Business owners complained that the lanes threaten their businesses by making deliveries all but impossible. Residents, concentrated mostly on the southern portion of Kent Avenue, have said the lanes make parking impossible and generally disrupt their lifestyle.

The new proposal, officials said, would restore around 75 percent of the curb space for parking and loading that was lost when the lanes were first installed.

Government officials said the plan hinges on the approval of Community Board 1.

“We will be sharing our ideas for improving the configuration of Kent Avenue with the community over the next few weeks and we look forward to working with them to refine our plans,” said DOT spokesperson Seth Solomonow.

Government officials said that two rumored consequences of reconfiguring Kent Avenue – that Wythe Avenue will become a truck route, and that the Bedford Avenue bike lanes would be removed – will not happen.

Sources close to the negotiations said Rep. Nydia Velazquez, who is helping to fund the Greenway with federal monies, was instrumental in leaning on the DOT to come to a palatable solution.

In February, she said she would press the DOT to remove a lane of parking. When asked why it took so long for her idea to be agreed to by the DOT as a working proposal, she said pointedly, “Sometimes bureaucrats are stubborn.”

Even if it is soon approved by CB1, it will probably take some time for the proposal to be implemented. A government official said the earliest the new configuration could be installed is late summer.

Still, those who protested the lanes were happy that any solution may be at hand.

“We are excited that the NYC DOT has committed to meet directly with the local businesses and craft a plan that addresses their various needs,” wrote Leah Archibald, executive director of EWVIDCO, the North Brooklyn advocacy group, in an e−mail statement.
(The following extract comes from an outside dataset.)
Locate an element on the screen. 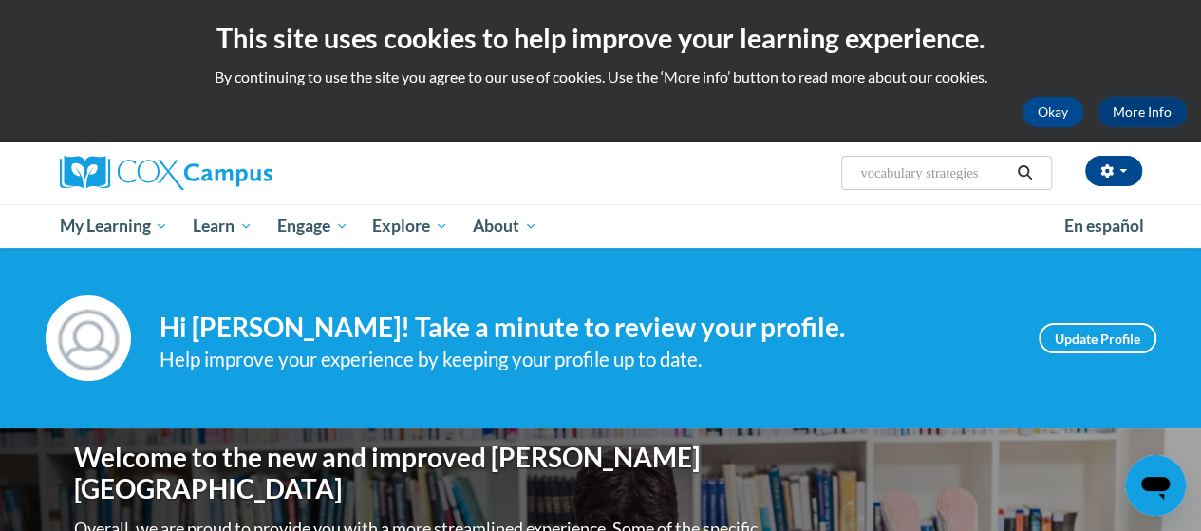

CB1 Transportation Chair Teresa Toro said the proposed solution would improve pedestrian safety along Kent Avenue by making the distance to cross the street shorter. Having only one lane of traffic would also serve as a “traffic calming” device that would reduce the speed of vehicles down the Avenue.

However, Toro expressed concern that the reconceived median might undermine the concept of a Greenway, which she characterized as “a planted median, as opposed to a median with some planters.”